Friday, March 22, 2013

Plenty of good reasons to take up day hiking with kids this spring

With spring’s arrival, it’s time to hit the hiking trail in northern climes. If cabin fever isn’t enough to get you outdoors as the temperatures warm, consider just a few of the many good reasons to go day hiking.

Chief among them is spending quality time with your family. The trail marks a place where you can grow closer, where unhindered by the distractions of mobile phone texts, emails, and the next television program, family members can talk with one another, where you can revel together in discovery. Hiking with your children can lead to a family tradition, experiences that later in life both parent and full-grown child will reminisce fondly about.

As humans, we need the natural world because we are incomplete without it. A walk alongside a lake or through a quiet forest allows us to get away from the pressures and hectic pace of modern life. Nature helps us relax and relieve stress. The sights of the natural world can raise our spirits and inspire us.

Hiking is a low impact exercise that’s energizing. It helps strengthen muscles, the heart and lungs, builds stamina and endurance. Walking certainly is necessary, especially at a time of high obesity in the United States – but why limit yourself to walking alone on a treadmill inside a building when you could be with your family breathing in fresh balsam-scented air or feeling the breeze off Lake Superior run through your hair?

Rambling and exploring in nature can enrich our lives. We can revel in the sight of soaring eagles and water gently flowing over rounded stones, sights we don’t otherwise see in our lives. If with children, the experience is magnified. Kids notice things in nature that we adults have long taken for granted. A child can reawaken our wonderment of and appreciation for the natural world. The trail is where children learn to enjoy, respect and love nature. Hearing the varied sounds of birds and feeling against one’s cheek the splash of a waterfall builds the compassion that raises our children to become stewards of the natural world.

Indeed, kids exposed to the outdoors at an early age usually love the outdoors through their lives. Hiking can be a fun, healthy, safe, social activity that they enjoy during their trying teen years. As they enter adulthood, their love of the trail can lead to mastering other outdoor activities, such as rock climbing, trail running, mountaineering, caving, canoeing, fishing, kayaking, skiing, snowshoeing, ice climbing and more.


▶ [Exercise prompt]: With nothing added or dropped, copy the data that follows exactly.

▶ [The data]:
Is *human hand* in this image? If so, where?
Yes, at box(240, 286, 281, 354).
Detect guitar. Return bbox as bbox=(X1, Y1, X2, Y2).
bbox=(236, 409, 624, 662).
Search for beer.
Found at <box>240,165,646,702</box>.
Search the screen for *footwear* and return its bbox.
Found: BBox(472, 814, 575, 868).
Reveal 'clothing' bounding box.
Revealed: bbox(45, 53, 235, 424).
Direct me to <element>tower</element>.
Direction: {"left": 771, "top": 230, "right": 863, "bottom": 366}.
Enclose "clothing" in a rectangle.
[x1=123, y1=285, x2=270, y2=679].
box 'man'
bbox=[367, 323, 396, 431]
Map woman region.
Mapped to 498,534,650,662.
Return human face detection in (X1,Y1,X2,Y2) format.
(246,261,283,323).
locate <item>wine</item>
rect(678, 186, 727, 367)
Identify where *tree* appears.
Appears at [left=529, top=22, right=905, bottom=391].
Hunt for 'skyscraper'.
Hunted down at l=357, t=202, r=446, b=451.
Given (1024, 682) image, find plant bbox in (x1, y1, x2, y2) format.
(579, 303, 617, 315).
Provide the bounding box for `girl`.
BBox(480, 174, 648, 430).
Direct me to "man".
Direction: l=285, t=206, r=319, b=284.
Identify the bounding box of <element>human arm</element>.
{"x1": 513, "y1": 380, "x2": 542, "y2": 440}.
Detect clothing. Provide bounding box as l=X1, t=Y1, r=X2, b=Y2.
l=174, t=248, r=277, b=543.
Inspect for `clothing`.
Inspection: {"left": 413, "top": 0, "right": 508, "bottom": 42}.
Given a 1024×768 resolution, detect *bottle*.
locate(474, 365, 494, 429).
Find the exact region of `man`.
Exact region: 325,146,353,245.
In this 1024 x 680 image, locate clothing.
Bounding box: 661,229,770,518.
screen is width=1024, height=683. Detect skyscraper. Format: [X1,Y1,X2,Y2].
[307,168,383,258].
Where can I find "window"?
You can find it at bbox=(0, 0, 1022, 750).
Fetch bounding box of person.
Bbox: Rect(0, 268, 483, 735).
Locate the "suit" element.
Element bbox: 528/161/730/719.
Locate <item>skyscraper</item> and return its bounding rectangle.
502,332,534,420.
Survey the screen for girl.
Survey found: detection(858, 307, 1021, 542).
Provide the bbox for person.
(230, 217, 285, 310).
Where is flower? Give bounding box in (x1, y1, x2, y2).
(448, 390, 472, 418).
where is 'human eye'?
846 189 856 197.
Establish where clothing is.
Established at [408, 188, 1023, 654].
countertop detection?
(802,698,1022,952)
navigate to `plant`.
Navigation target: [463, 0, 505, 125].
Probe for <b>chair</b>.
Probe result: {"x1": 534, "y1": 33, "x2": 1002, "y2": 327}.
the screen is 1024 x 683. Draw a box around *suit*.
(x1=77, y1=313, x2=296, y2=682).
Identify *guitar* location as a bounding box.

▶ [Result]:
Is *human hand* in this image? If so, where?
Yes, at box(240, 286, 281, 354).
Detect guitar. Return bbox as bbox=(X1, Y1, X2, Y2).
bbox=(236, 409, 624, 662).
Search for beer.
Found at <box>240,165,646,702</box>.
Search the screen for *footwear* and return its bbox.
Found: BBox(472, 814, 575, 868).
Reveal 'clothing' bounding box.
Revealed: bbox(45, 53, 235, 424).
Direct me to <element>tower</element>.
Direction: {"left": 771, "top": 230, "right": 863, "bottom": 366}.
Enclose "clothing" in a rectangle.
[x1=123, y1=285, x2=270, y2=679].
box 'man'
bbox=[367, 323, 396, 431]
Map woman region.
Mapped to 498,534,650,662.
Return human face detection in (X1,Y1,X2,Y2) format.
(246,261,283,323).
locate <item>wine</item>
rect(678, 186, 727, 367)
Identify where *tree* appears.
Appears at [left=529, top=22, right=905, bottom=391].
Hunt for 'skyscraper'.
Hunted down at l=357, t=202, r=446, b=451.
Given (1024, 682) image, find plant bbox in (x1, y1, x2, y2) format.
(579, 303, 617, 315).
Provide the bounding box for `girl`.
BBox(480, 174, 648, 430).
Direct me to "man".
Direction: l=285, t=206, r=319, b=284.
Identify the bounding box of <element>human arm</element>.
{"x1": 513, "y1": 380, "x2": 542, "y2": 440}.
Detect clothing. Provide bounding box as l=X1, t=Y1, r=X2, b=Y2.
l=174, t=248, r=277, b=543.
Inspect for `clothing`.
Inspection: {"left": 413, "top": 0, "right": 508, "bottom": 42}.
Given a 1024×768 resolution, detect *bottle*.
locate(474, 365, 494, 429).
Find the exact region of `man`.
Exact region: 325,146,353,245.
In this 1024 x 680 image, locate clothing.
Bounding box: 661,229,770,518.
screen is width=1024, height=683. Detect skyscraper. Format: [X1,Y1,X2,Y2].
[307,168,383,258].
Where can I find "window"?
You can find it at bbox=(0, 0, 1022, 750).
Fetch bounding box of person.
Bbox: Rect(0, 268, 483, 735).
Locate the "suit" element.
Element bbox: 528/161/730/719.
Locate <item>skyscraper</item> and return its bounding rectangle.
502,332,534,420.
Survey the screen for girl.
Survey found: detection(858, 307, 1021, 542).
Provide the bbox for person.
(230, 217, 285, 310).
Where is flower? Give bounding box in (x1, y1, x2, y2).
(448, 390, 472, 418).
where is 'human eye'?
846 189 856 197.
Establish where clothing is.
Established at [408, 188, 1023, 654].
countertop detection?
(802,698,1022,952)
navigate to `plant`.
Navigation target: [463, 0, 505, 125].
Probe for <b>chair</b>.
Probe result: {"x1": 534, "y1": 33, "x2": 1002, "y2": 327}.
the screen is 1024 x 683. Draw a box around *suit*.
(x1=77, y1=313, x2=296, y2=682).
Identify *guitar* location as a bounding box.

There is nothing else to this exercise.